There's a moment, reading someone else's code, where you either feel yourself relax or tighten. Sometimes you scan a function and the intent just lands — you know what it does, why it exists, what it expects. Other times you're three levels deep trying to reconstruct the thought that produced it.
The difference, I've come to think, isn't about cleverness. It's about voice.
Good writing and good code share the same core problem: you're not there when someone else reads it. You can't clarify, can't gesture, can't add tone. What's left is the thing itself. So the thing itself has to carry the meaning.
Hemingway said prose should have no extra words. The equivalent in code is something like: no unnecessary indirection, no names that lie, no cleverness for its own sake. Not because terseness is a virtue, but because every layer of abstraction is a bet that the next reader will unpack it the same way you did.

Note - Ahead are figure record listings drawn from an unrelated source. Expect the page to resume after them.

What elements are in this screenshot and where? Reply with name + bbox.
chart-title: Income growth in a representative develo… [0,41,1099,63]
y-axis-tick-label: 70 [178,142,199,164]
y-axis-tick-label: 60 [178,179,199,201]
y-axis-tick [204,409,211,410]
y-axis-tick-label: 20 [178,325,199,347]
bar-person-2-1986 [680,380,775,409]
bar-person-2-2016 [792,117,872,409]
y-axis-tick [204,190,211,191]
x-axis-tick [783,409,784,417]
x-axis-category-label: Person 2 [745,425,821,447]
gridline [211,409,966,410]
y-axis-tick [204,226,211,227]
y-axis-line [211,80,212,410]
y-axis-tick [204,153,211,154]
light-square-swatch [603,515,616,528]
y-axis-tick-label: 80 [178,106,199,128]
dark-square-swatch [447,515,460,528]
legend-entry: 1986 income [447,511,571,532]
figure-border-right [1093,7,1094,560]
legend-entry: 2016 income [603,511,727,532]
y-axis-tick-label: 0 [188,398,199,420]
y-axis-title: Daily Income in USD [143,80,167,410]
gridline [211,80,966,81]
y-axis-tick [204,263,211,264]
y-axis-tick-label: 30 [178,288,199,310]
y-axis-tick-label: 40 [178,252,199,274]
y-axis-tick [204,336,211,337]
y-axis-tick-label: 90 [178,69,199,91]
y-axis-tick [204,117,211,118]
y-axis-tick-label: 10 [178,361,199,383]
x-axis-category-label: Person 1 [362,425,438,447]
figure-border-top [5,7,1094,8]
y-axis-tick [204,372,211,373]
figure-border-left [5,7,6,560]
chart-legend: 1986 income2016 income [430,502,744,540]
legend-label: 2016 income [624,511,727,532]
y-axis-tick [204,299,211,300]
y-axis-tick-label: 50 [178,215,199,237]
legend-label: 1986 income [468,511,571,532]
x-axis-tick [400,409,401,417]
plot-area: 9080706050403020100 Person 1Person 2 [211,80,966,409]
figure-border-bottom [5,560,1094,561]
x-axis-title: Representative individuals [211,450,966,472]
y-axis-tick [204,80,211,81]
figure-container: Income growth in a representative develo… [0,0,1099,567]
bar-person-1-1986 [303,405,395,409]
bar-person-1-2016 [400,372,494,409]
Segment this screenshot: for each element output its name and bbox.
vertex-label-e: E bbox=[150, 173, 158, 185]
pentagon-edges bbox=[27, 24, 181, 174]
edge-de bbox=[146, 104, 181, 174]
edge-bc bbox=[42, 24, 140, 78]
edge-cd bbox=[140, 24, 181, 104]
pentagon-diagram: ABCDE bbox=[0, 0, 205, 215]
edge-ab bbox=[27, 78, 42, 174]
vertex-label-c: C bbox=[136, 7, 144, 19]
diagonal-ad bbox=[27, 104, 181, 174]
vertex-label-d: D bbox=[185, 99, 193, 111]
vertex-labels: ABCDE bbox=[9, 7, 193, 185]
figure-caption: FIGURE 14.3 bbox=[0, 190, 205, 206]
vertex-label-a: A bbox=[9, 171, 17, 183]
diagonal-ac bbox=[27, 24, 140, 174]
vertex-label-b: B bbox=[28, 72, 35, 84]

The analogy breaks down somewhere — code has to run, prose just has to mean. But that's almost the point. Code that works but can't be read is like prose that technically follows grammar but says nothing. It passed the mechanical test and failed the human one.
What I find interesting is how readable code tends to reveal a certain kind of thinking: it's organized around the problem, not the solution. The structure maps to the why, not just the what. That's also, roughly, what separates writing that feels like a lecture from writing that feels like a discovery.
Both are doing the same thing: inviting someone into a mind that's already moved through the material, hoping the path stays visible.